Best practices when comparing Borderlands weapons

  1. Compare weapons under the same assumptions. If one build is modeled with 95% accuracy and another with 70%, the result says more about your assumptions than the gear itself.
  2. Separate bossing from mobbing. Bossing often rewards burst and crit scaling. Mobbing often rewards reload comfort, magazine size, and reliable hit rate.
  3. Treat pellet weapons carefully. Projectiles per shot can create huge damage, but only if enough pellets connect.
  4. Use sustained DPS for long fights. Reload-heavy weapons can look amazing on paper and then disappoint over a full encounter.
  5. Time to kill matters more than vanity numbers.
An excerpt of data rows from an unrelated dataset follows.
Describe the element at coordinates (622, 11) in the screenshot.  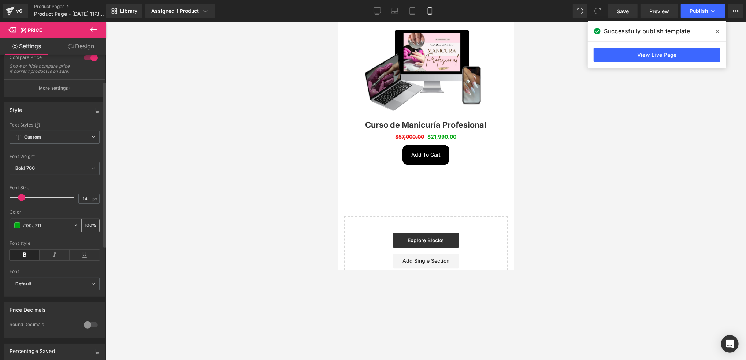
I see `span: Save` at that location.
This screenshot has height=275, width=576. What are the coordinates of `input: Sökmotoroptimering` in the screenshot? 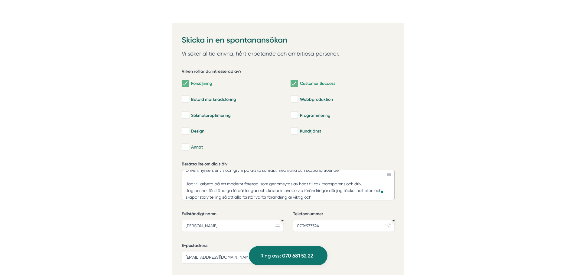 It's located at (185, 116).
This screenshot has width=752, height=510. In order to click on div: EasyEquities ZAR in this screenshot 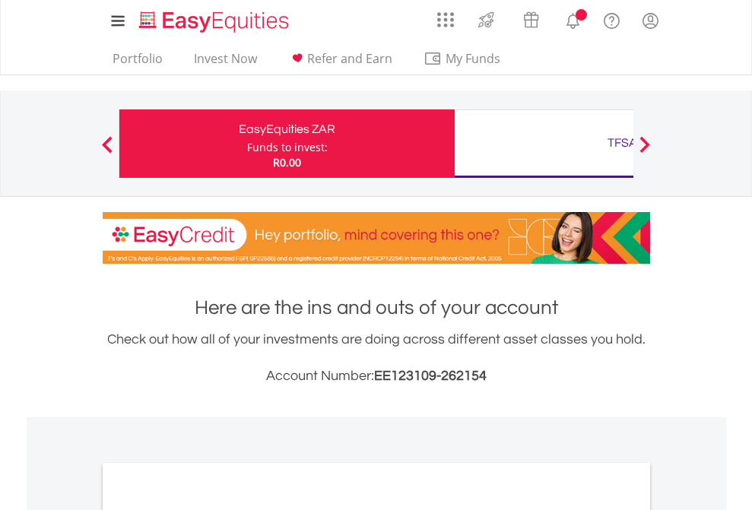, I will do `click(287, 129)`.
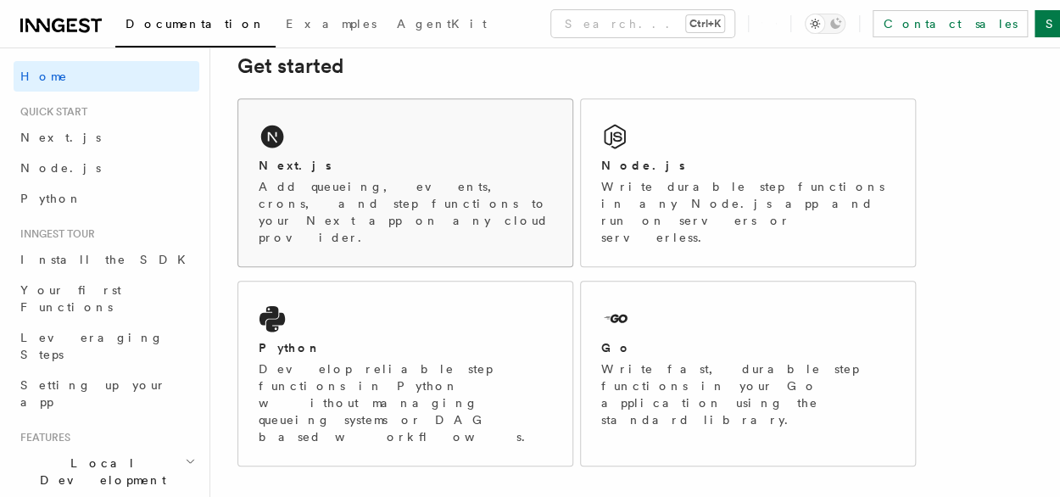 The width and height of the screenshot is (1060, 497). What do you see at coordinates (825, 24) in the screenshot?
I see `button: Toggle dark mode` at bounding box center [825, 24].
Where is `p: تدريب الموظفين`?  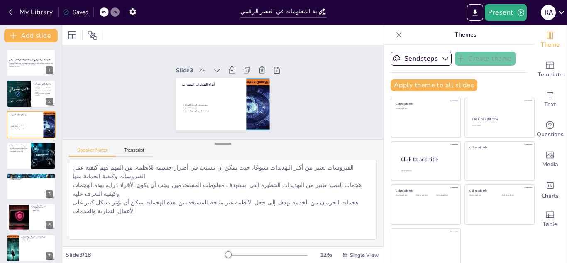 p: تدريب الموظفين is located at coordinates (37, 241).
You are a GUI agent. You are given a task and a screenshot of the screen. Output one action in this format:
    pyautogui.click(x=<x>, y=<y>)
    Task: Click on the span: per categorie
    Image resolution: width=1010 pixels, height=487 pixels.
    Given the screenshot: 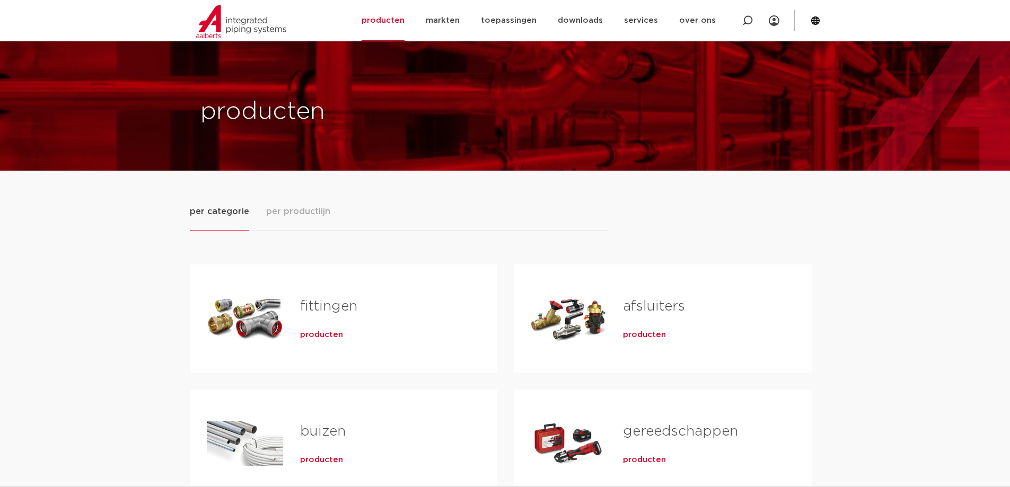 What is the action you would take?
    pyautogui.click(x=220, y=212)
Deleting a target in fewer shots often feels better than chasing a slightly higher DPS figure.

How rarity and scaling affect your decisions

Rarity matters because higher-tier gear usually carries better stat rolls, stronger parts, and additional special behavior. In a calculator, rarity is most useful as a standardized multiplier that makes rough comparisons faster. It will never capture every legendary effect, but it helps estimate how much better a stronger item tier might perform before you test it manually.

Weapon type scaling serves a similar purpose. A sniper and an SMG behave differently, even before manufacturer traits or special effects are considered. Type multipliers let you frame the input around realistic class expectations. The result is not a substitute for in-game testing, but it is an excellent filter when your inventory is full and you need to decide what deserves a slot.
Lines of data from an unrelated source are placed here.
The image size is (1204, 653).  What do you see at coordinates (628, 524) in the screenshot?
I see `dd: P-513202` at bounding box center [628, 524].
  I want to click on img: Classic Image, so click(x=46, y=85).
Using probability and expected value correctly

Damage analysis in loot shooters relies heavily on probability. If your critical chance is 20%, you should not assume every fifth shot lands as a crit in a perfect pattern. Instead, you use expected value, which is the long-run average outcome over many shots. The same idea applies to hit chance. Over a long engagement, a weapon with 88% effective accuracy will land about 88 out of every 100 shots under similar conditions.
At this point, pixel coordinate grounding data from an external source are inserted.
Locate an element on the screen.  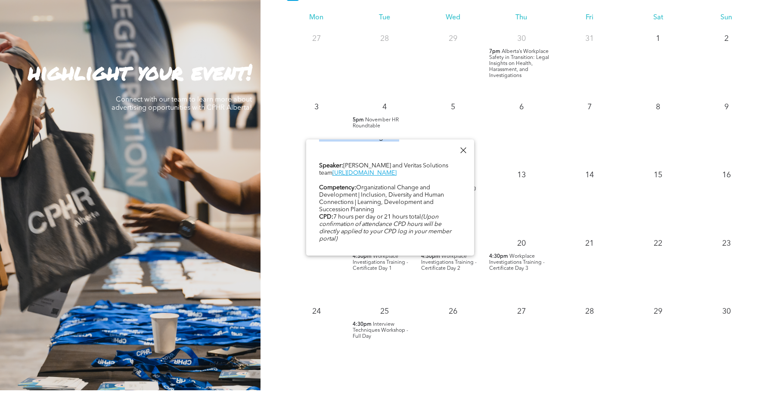
b: Competency: is located at coordinates (337, 188).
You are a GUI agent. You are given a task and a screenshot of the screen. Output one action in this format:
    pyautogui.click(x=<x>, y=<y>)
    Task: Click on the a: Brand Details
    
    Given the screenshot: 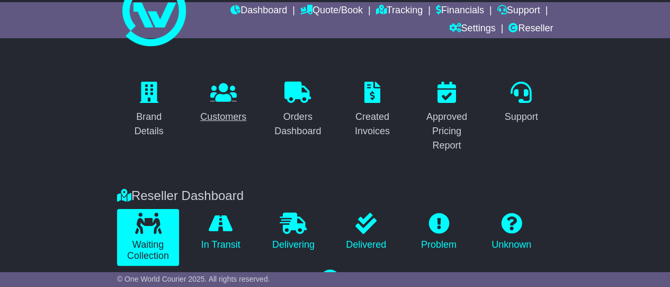 What is the action you would take?
    pyautogui.click(x=149, y=110)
If you want to understand the math foundations behind these ideas, the NIST Engineering Statistics Handbook is a valuable reference, and Penn State provides a helpful explanation of expected value and discrete probability. For a practical refresher on rates, ratios, and unit-based comparisons, Portland Community College also offers a useful rate and ratio learning guide. These resources are not about Borderlands specifically, but they explain the exact math that makes calculators like this one meaningful.

Limitations every advanced player should understand

  • Special legendary effects can massively outperform baseline formulas.
  • Status damage over time, splash interactions, and manufacturer gimmicks may not be fully captured.
  • Class mods, guardian ranks, skill trees, and anointments can change real output dramatically.
  • Enemy resistances, armor, shield gates, and weak point behavior can alter the final result.
  • Player handling skill changes practical hit chance more than item cards suggest.

Because of those factors, the smartest way to use a borderlands weapon calculator is as a ranking engine, not a prophecy machine. It helps you narrow options, identify suspiciously strong rolls, and understand tradeoffs before entering the field. Then you confirm the top candidates in live gameplay.

Final verdict

A borderlands weapon calculator is most powerful when it blends math with context. The strongest gun on paper is not always the strongest gun in your hands, and the fastest theoretical DPS does not always produce the fastest real kill. By estimating expected shot damage, burst output, sustained DPS, and time to kill, you can evaluate weapons in a way that is both practical and disciplined. Use the calculator above to compare loot drops, test build changes, and understand why some weapons dominate in specific scenarios while others merely look impressive on the item card.

If you regularly farm for better rolls, this style of analysis will save time, improve inventory decisions, and help you build around the combat conditions that matter most to your playstyle.